The University of Malta now offers a master’s degree in blockchain.
The “Blockchain and Distributed Ledger Technology” course, which accepted its first cohort this month, is a multi-disciplinary degree offered by the University’s Centre for Distributed Technologies. It costs 13,400 euros a year, and lasts three semesters.
The master's degree, which is offered on a full-time or part-time basis, will, according to a prospectus, arm people from different industries with a multi-disciplinary approach to crypto.
“Programmers will require knowledge of regulatory and legal frameworks within which smart contracts are being proposed, and similarly lawyers would be required to understand obligations laid out within smart contracts,” reads the prospectus.
Variants of the degree are offered according to specialization. Students can focus on either Information and Communication Technology, Law and Regulation, or Business and Finance.
Graduates, the course administrators hope, should end the course with an understanding of what blockchain and DLTs are, how they work, and how they can decentralize applications.
Malta has wooed blockchain companies to set up shop on the island via lucrative tax incentives, government initiatives, and friendly crypto regulation. That’s lead to companies like Binance and OKEx to base their headquarters there
This masters follows other interdisciplinary tech-related courses, like those offered by Oxford University’s Internet Institute, Harvard’s Berkman Klein Institute, or MIT’s Media Lab.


▶ **What you will do**:
From the entries below, print exactly the span beginning with the line holding "Identify where *footwear* appears." and ending with the line holding "Detect *man*. Provide", endpoints included, and skip any pictures.

▶ **Data for this task**:
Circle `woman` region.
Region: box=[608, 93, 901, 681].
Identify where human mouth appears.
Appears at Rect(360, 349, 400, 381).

--

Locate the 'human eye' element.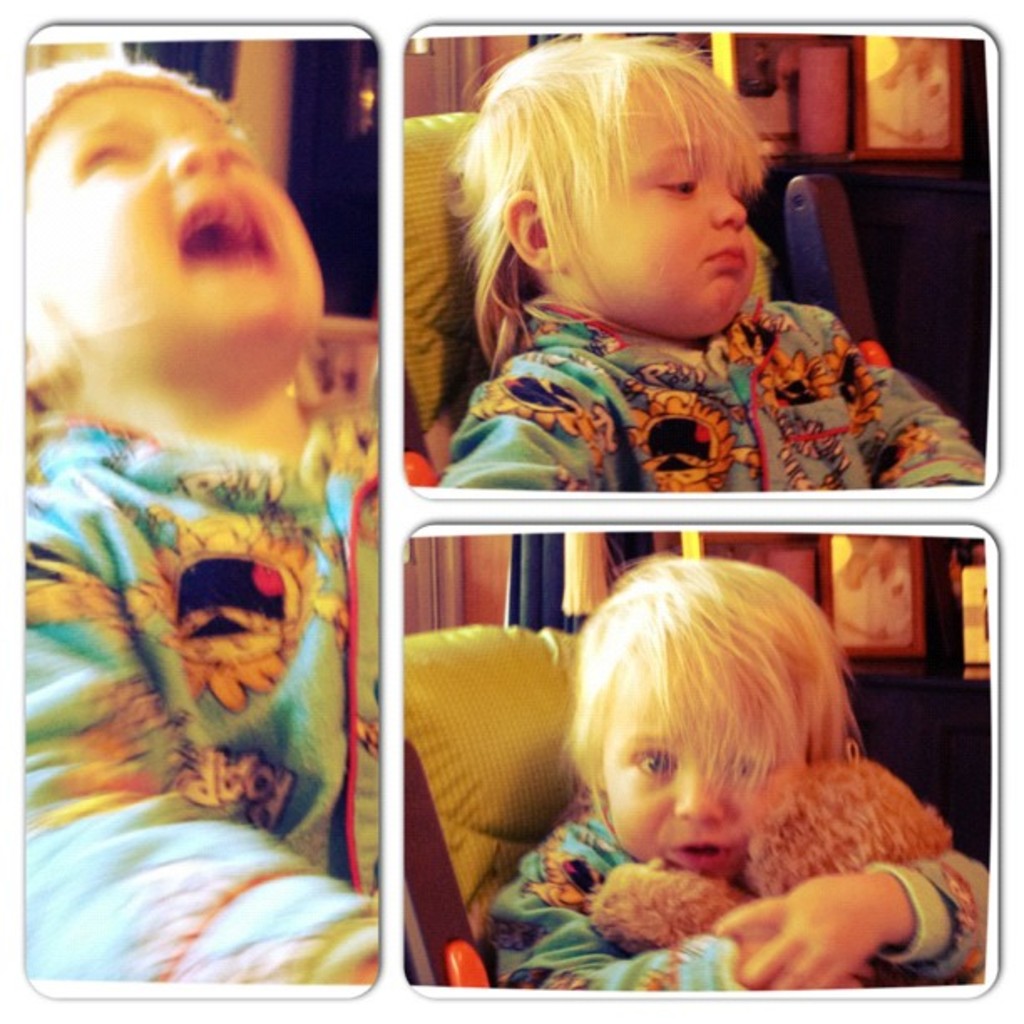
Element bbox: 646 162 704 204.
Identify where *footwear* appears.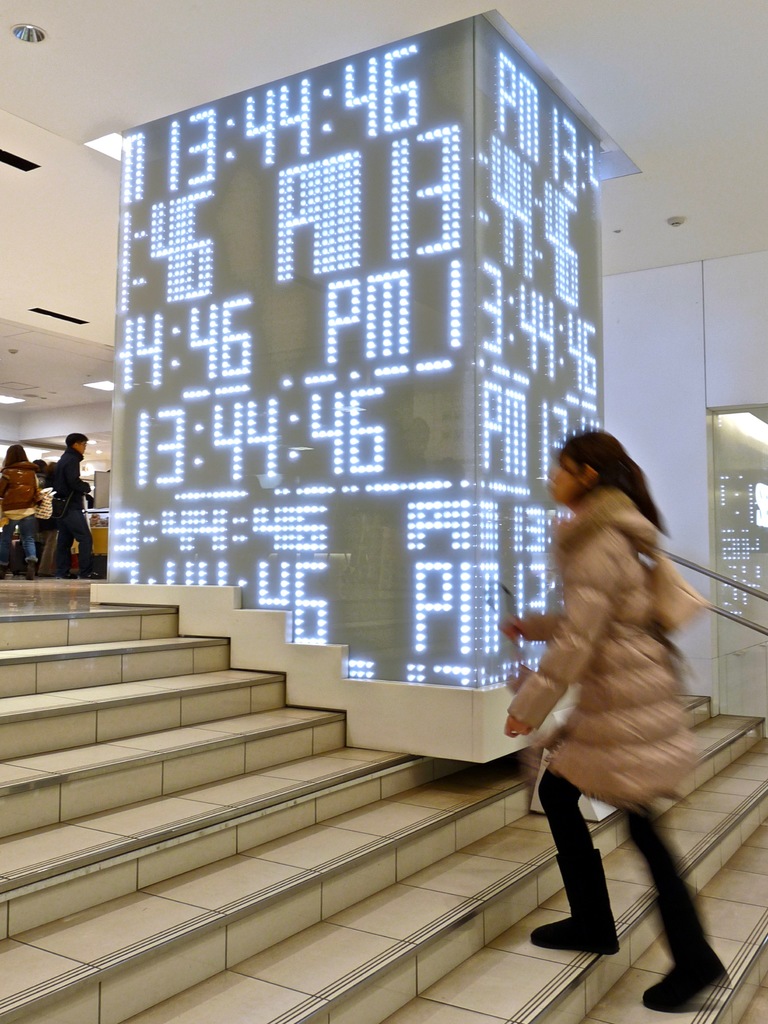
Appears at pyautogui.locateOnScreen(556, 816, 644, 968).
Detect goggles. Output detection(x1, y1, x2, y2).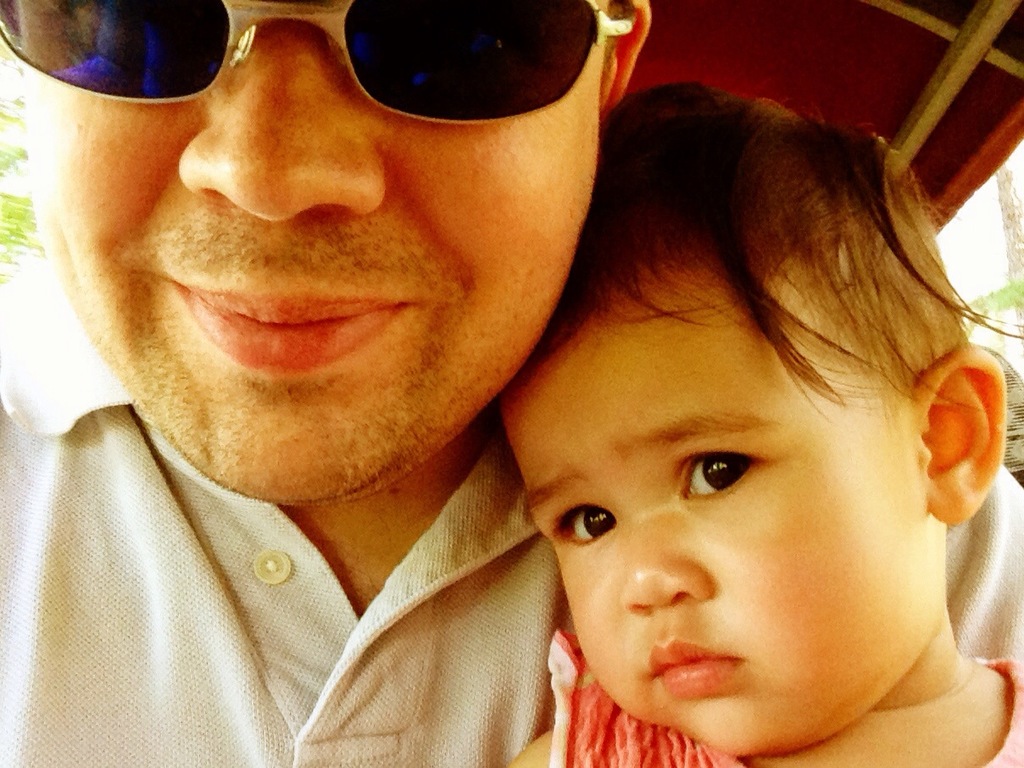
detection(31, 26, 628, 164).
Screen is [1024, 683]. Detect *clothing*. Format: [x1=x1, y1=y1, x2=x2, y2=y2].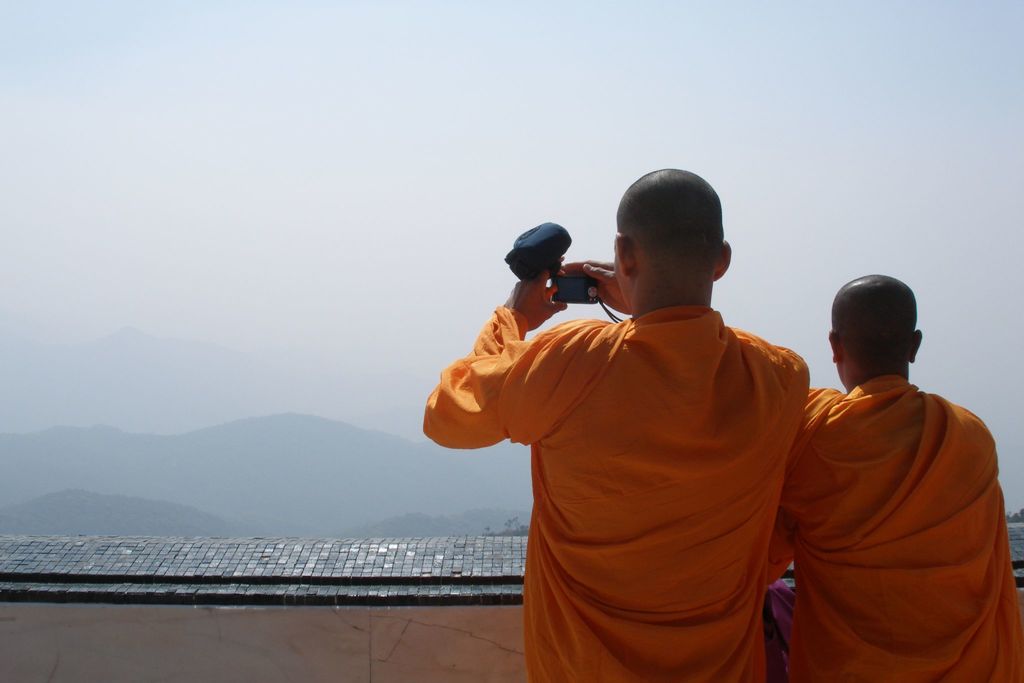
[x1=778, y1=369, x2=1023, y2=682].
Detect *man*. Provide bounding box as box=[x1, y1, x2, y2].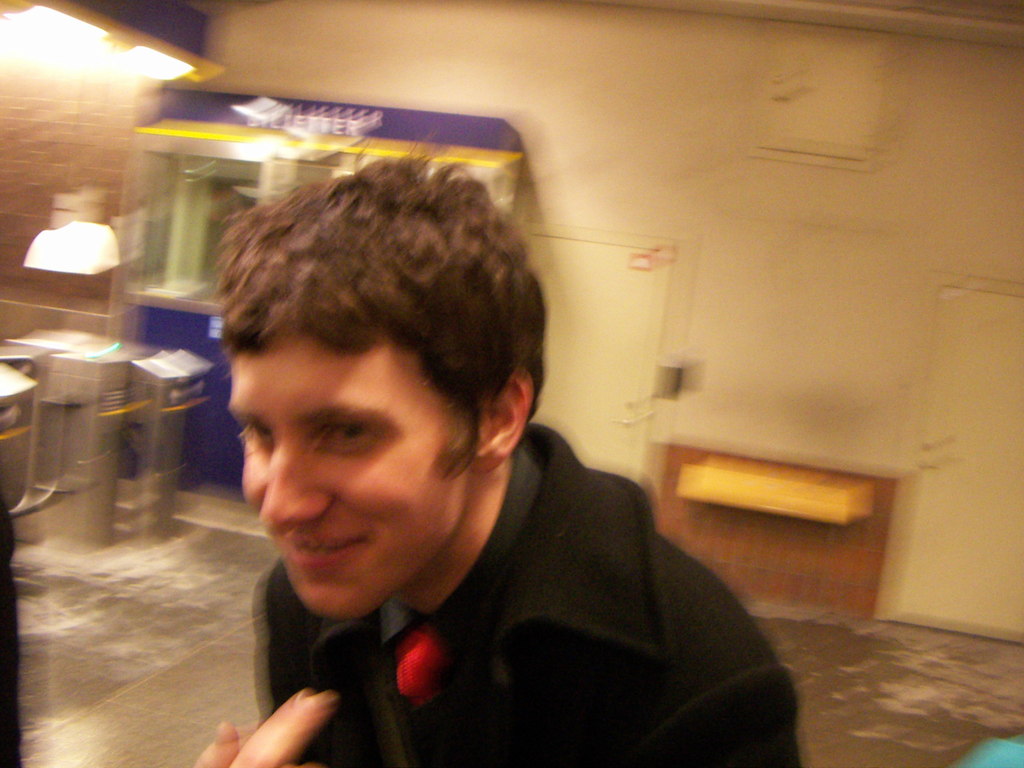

▶ **Exercise answer**:
Identify where *footwear* appears.
Appears at pyautogui.locateOnScreen(556, 816, 644, 968).
Detect goggles. Output detection(x1, y1, x2, y2).
detection(31, 26, 628, 164).
Screen is [1024, 683]. Detect *clothing*. Format: [x1=x1, y1=y1, x2=x2, y2=y2].
[x1=778, y1=369, x2=1023, y2=682].
Detect *man*. Provide bounding box as box=[x1, y1, x2, y2].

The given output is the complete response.